Like Goethe, he cherished a veritable abhorrence of the mystic symbolism of the mediaeval church; and was rather inclined to minimize the significance of Christ's death and pa.s.sion. He had undeniably imparted into his Christianity a great deal of sunny h.e.l.lenic paganism--a fact which in his familiar correspondence with Franzen he scarcely cares to disguise.
Having this conception of the episcopal office, he could not escape emphasizing his function as the supervisor of the schools of his diocese. If he was to be a civilizer on any great scale, the chance which was here afforded him to impress his ideals upon the rising generation was not one to be neglected.
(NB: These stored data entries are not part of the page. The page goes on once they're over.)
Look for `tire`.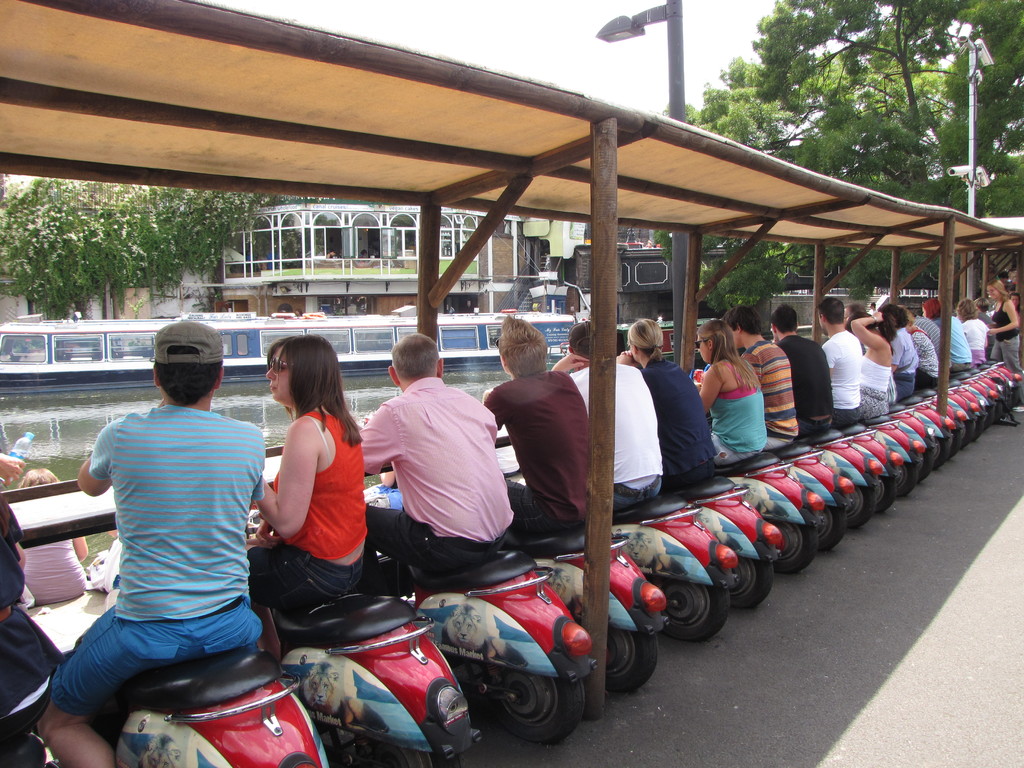
Found: <region>316, 722, 461, 767</region>.
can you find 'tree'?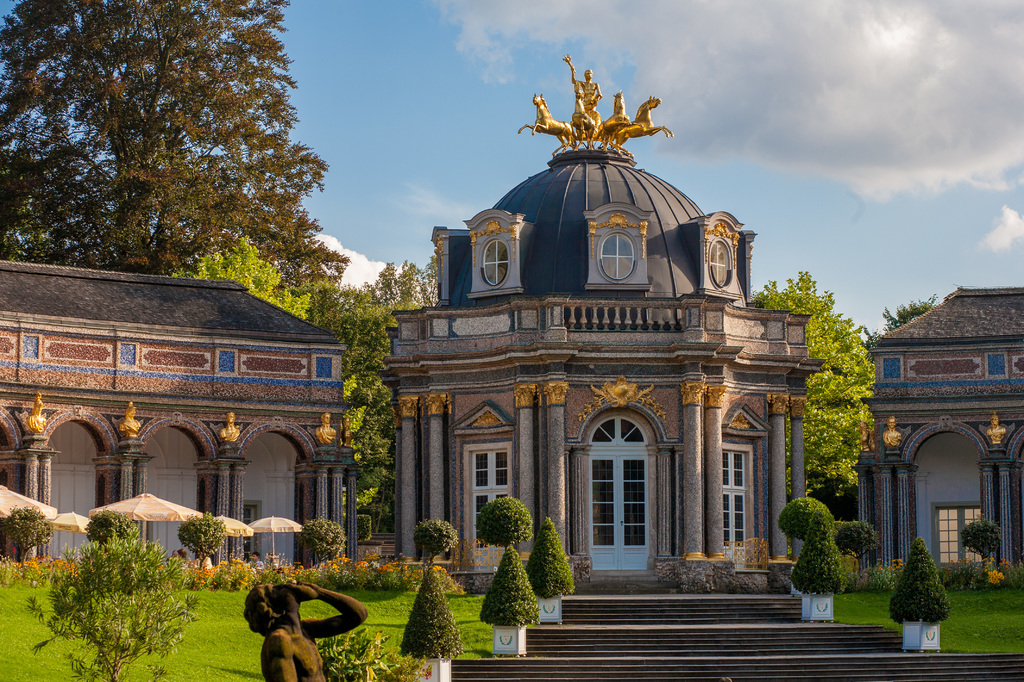
Yes, bounding box: x1=83, y1=509, x2=143, y2=553.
And, as a matter of fact, Tegner was indefatigable in his labors as an educator. His many speeches at school celebrations preached, as ever, a gospel derived from Greece rather than Judaea; and half-improvised though some of them appear to be, they contain pa.s.sages of lofty eloquence.
It was inevitable that a bishop of such commanding personality, who wielded his authority at times somewhat ruthlessly, should make enemies.